The man was ugly, but not in the way most ugly videogame characters are ugly. He was ugly the way I’m ugly. Or, if you prefer to be an optimist, he was beautiful in the way I’m beautiful. His beard was wan and patchy. You could see his pores. His nose was slightly crooked. Crow’s feet crinkled at the edges of his eyes when he spoke.
When the camera zoomed in on him, I stopped playing for a moment and just stared at the screen, entranced. I know that writers, myself very much included, can embellish for effect, that this is possibly our job description, but let me assure you that I’m being 100% straight. I couldn’t pull my eyes away from this imperfect, real-looking person on my screen. By happenstance I’ve been revisiting Star Wars: the Old Republic and the contrast with that game’s six perfect faces, repeated over and over, was startling, even when I grant that the visual style and technical demands are very different. I’ve never seen anything quite like Witcher 3.
This is where any discussion of the sprawling, messy, fascinating Witcher 3 starts for me. Everyone I’ve met in my adventures as Geralt has been uniquely made and accompanied by such high visual fidelity that I’ve quite honestly never experienced anything quite like it. I met a man with stray hairs on his face, the type you get when you shave a week’s growth of beard a bit too hastily. A young woman with a very natural looking overbite, barely noticeable at a glance but there nonetheless. Old people with wrinkles the way my parents have wrinkles, with deep laugh lines and weathered brows. People with zits and moles. Even the always beautiful elves and the sorceresses have the sorts of imperfections we find in real world beauty. It is an absolutely stunning achievement of both tech and visual design.

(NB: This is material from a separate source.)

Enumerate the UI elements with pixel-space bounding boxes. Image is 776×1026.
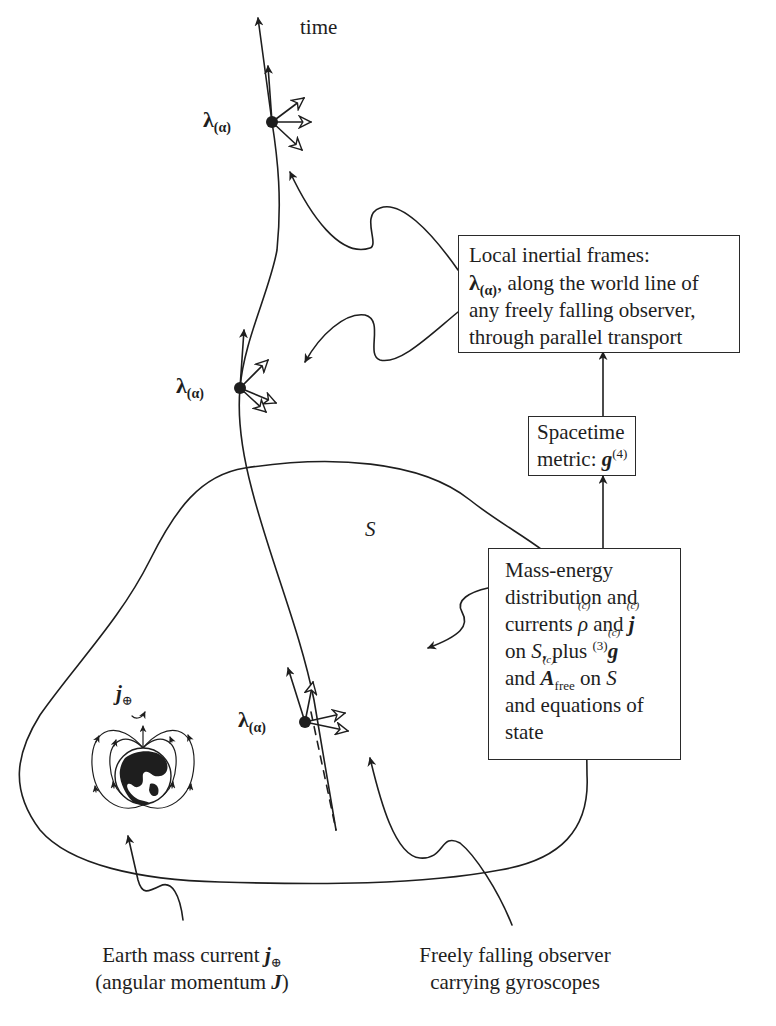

The end product of this relentless, realistic humanity is that I’ve found myself feeling, for the first time in a RPG since maybe Planescape: Torment, carried away with the game despite myself. I am not in charge of my time in Witcher 3. I’ve found myself repeatedly and consistently picking the most sympathetic option when a moral choice has to be made, even when it’s to my mechanical detriment. I cannot, no matter how hard I try, be a jerk to these people. I’m merciful. I decline to take their money for killing the monsters which torment them, even though I’m poor. The game’s elicited an emotional response from me with how real the people look and act. It is a decidedly un-me reaction to a RPG and I’ve found it a little jarring, though not at all unpleasant. I feel a bit like Data in a Star Trek the Next Generation episode, discovering why people laugh or kiss.
The way the game forces you to confront that humanity is really the game’s main motif. Not the combat, which is pretty standard dodge and swing swordplay you can find in any number of games. Not the story, which is engaging but hews closely to what is by now quotidian allegiance to the war-torn dark fantasy the world’s enthralled with. It’s all of these hairy, misshapen, wonderful people filling the canvass which make it more than another entry in an increasingly crowded field of open world RPGs.